5. Not understanding asset criticality

Viewing an asset in isolation from the greater productive efficiency of the operation impacts operational costs. Businesses find themselves over- or under-maintaining an asset if its criticality is unclear or its impact on productive capacity is not considered.

Over-maintaining equipment wastes financial resources and causes unnecessary downtime. Undermaintaining an asset saves some money in the short term, but the medium to long-term cost and availability implications can be prohibitive.

When incorporating an asset into an operation or adjusting a maintenance plan, carrying out a Failure Mode Effects and Criticality Analysis (FMECA) allows a business to model failures and apply mitigations. These can range from adjusting a maintenance program, to increasing equipment redundancy, or modifying inventory policies.

6. Maintaining to budget, not outcomes

Many organizations outsource equipment maintenance, choosing to focus on their core capabilities and not maintain a maintenance department. Some believe they have shifted risk to the contractor and screw them down on costs to the point of pain. However, when the contractor begins looking for margin in the contract, inevitably he will cut corners.

Then we learn the costly lesson: risk always stays with the client as production suffers and contractual arguments ensue.

When outsourcing maintenance, we should consider two issues. We need to approach any contractual relationship as a partnership, where both parties gain from improvements in asset health and availability and feel financial pain from the inverse. Then, we ensure our chosen contractor has a firm understanding of the total cost of asset ownership principles.

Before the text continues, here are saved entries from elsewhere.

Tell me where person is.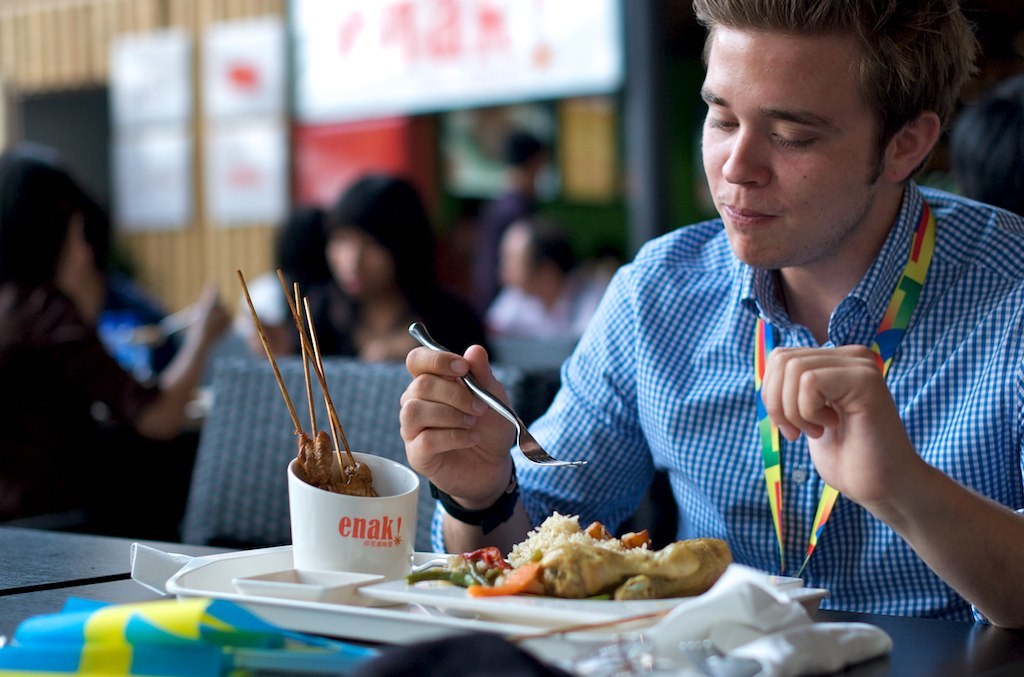
person is at <region>476, 2, 1022, 631</region>.
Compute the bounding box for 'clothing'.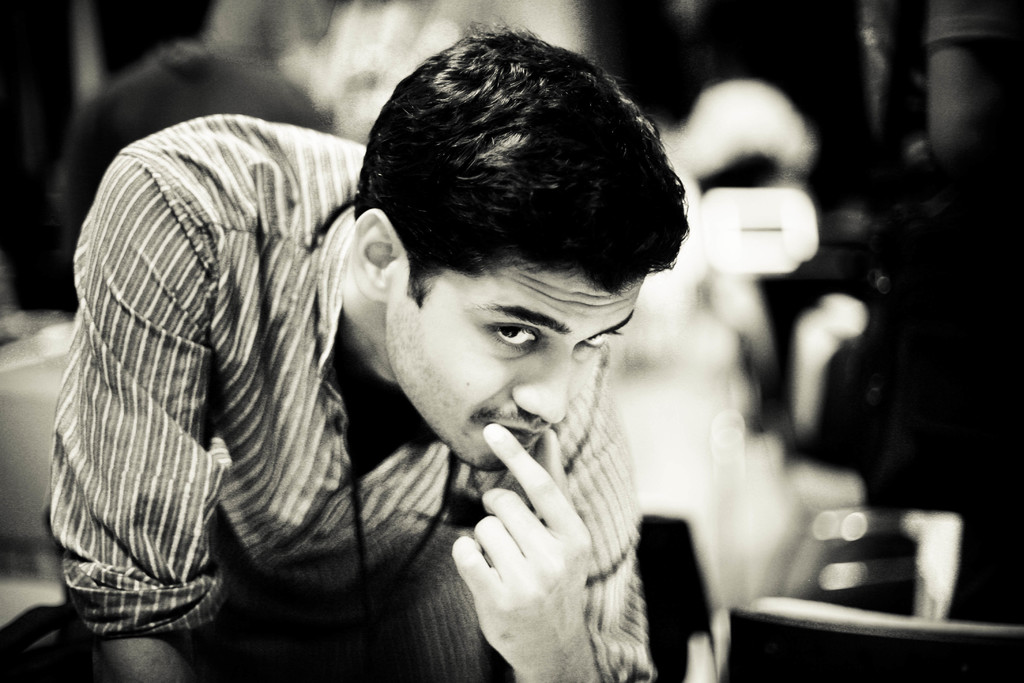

Choosing a contractor with the sophistication to support a culture of continuous improvement and agreeing to clear service level expectations, we now have a partnership of equals to ensure asset optimization. A few carefully identified key performance indicators support regular maintenance review and audits, where pain-sharing and gain-sharing can create focus on the outcomes the operation needs for maximum efficiency.

Clever asset management keeps the larger asset picture in mind even when faced with daily operational constraints. Like compound interest, the long-term benefits that accrue to businesses from broad, strategic asset management include reduced capital spending and reduced total costs of asset ownership. Over the life of an asset, these gains slowly and surely build up to a highly competitive edge for manufacturers and service providers.

Bryan Christiansen is the founder and CEO of Limble CMMS. Limble is a modern, easy-to-use mobile CMMS software that takes the stress and chaos out of maintenance by helping managers organize, automate, and streamline their maintenance operations.